◆ **Work required**
Everything from the line containing "Identify the location of Wmedia" to the last line of the data below should be copied word for word, and nothing else.

◆ **Records for this exercise**
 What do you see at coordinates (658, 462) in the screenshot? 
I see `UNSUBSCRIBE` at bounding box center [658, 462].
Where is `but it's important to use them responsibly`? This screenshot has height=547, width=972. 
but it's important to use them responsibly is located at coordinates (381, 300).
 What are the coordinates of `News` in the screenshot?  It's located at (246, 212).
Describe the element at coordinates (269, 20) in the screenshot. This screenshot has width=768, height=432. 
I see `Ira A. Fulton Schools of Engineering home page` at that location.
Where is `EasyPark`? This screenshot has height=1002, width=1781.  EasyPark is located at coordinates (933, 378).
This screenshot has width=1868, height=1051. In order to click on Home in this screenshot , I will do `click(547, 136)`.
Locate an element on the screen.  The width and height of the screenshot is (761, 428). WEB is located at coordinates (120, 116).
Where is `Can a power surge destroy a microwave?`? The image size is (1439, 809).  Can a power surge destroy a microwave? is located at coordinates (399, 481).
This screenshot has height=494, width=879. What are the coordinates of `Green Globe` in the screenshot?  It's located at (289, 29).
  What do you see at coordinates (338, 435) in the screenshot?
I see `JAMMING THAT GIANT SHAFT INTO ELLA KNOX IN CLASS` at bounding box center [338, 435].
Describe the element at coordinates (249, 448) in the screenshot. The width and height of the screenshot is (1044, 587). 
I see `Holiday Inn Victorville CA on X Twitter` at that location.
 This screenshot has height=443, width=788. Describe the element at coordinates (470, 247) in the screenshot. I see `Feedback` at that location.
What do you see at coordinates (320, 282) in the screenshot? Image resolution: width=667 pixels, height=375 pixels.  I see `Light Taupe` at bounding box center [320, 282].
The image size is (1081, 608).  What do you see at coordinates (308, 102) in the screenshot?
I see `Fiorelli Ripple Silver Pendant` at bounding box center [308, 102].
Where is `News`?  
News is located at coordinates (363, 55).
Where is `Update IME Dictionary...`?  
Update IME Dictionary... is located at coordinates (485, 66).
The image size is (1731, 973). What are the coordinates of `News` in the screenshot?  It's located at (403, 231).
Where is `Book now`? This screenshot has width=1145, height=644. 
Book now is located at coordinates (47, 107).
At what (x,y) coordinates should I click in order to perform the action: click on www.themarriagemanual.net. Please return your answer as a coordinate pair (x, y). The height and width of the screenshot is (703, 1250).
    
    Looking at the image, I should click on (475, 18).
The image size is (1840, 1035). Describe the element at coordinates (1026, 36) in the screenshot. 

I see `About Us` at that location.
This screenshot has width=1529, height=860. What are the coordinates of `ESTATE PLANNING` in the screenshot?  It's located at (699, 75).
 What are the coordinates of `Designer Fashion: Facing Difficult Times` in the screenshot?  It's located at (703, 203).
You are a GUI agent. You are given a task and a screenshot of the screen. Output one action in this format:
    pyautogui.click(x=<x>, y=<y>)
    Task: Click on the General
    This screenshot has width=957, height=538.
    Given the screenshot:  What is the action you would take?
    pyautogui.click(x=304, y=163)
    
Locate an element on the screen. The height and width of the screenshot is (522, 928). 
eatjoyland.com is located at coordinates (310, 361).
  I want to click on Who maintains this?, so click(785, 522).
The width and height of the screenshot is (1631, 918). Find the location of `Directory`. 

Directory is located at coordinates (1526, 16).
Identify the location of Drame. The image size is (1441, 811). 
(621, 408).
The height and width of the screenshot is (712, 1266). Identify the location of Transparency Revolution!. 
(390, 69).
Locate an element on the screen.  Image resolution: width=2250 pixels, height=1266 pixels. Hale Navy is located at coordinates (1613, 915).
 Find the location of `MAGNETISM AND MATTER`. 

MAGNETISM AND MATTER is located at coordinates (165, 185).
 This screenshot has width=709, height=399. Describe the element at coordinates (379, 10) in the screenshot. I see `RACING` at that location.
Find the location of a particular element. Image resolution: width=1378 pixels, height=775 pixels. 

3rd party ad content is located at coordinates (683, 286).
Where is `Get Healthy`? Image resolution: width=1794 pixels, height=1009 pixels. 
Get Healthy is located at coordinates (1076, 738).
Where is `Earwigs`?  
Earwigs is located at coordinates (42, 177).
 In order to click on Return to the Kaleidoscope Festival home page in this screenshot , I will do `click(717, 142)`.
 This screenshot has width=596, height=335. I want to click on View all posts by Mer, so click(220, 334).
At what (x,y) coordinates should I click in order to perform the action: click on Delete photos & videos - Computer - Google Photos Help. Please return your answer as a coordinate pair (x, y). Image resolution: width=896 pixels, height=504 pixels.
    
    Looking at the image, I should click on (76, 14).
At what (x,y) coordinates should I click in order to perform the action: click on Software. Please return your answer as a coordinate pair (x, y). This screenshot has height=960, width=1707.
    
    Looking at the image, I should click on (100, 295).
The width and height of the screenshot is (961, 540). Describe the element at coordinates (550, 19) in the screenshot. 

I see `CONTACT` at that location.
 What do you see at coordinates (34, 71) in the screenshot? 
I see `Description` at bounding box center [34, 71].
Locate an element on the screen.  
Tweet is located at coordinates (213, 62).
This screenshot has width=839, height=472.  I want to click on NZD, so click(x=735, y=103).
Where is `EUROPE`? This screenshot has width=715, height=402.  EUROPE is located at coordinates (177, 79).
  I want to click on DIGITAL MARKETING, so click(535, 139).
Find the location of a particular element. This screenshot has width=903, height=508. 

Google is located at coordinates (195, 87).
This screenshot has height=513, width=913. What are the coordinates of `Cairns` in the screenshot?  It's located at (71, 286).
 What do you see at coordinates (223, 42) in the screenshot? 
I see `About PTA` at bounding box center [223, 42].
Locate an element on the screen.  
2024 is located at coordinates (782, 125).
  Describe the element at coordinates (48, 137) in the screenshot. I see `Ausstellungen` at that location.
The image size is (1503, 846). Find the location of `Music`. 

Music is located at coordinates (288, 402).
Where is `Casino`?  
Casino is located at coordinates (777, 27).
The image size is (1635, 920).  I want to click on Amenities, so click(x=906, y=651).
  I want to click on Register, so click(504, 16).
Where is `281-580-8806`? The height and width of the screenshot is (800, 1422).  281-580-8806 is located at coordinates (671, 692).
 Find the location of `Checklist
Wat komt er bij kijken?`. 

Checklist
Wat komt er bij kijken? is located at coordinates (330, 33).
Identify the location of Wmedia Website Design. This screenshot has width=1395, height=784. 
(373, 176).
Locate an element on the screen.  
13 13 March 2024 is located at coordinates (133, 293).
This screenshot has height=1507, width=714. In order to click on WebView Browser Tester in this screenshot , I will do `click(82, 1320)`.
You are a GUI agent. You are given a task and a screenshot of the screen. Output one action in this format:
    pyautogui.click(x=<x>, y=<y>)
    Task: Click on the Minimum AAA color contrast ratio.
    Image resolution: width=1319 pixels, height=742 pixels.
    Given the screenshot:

◆ **Task solution**
Identify the location of Wmedia Website Design. This screenshot has width=1395, height=784. 
(373, 176).
Locate an element on the screen.  
13 13 March 2024 is located at coordinates (133, 293).
This screenshot has height=1507, width=714. In order to click on WebView Browser Tester in this screenshot , I will do `click(82, 1320)`.
You are a GUI agent. You are given a task and a screenshot of the screen. Output one action in this format:
    pyautogui.click(x=<x>, y=<y>)
    Task: Click on the Minimum AAA color contrast ratio.
    Image resolution: width=1319 pixels, height=742 pixels.
    Given the screenshot:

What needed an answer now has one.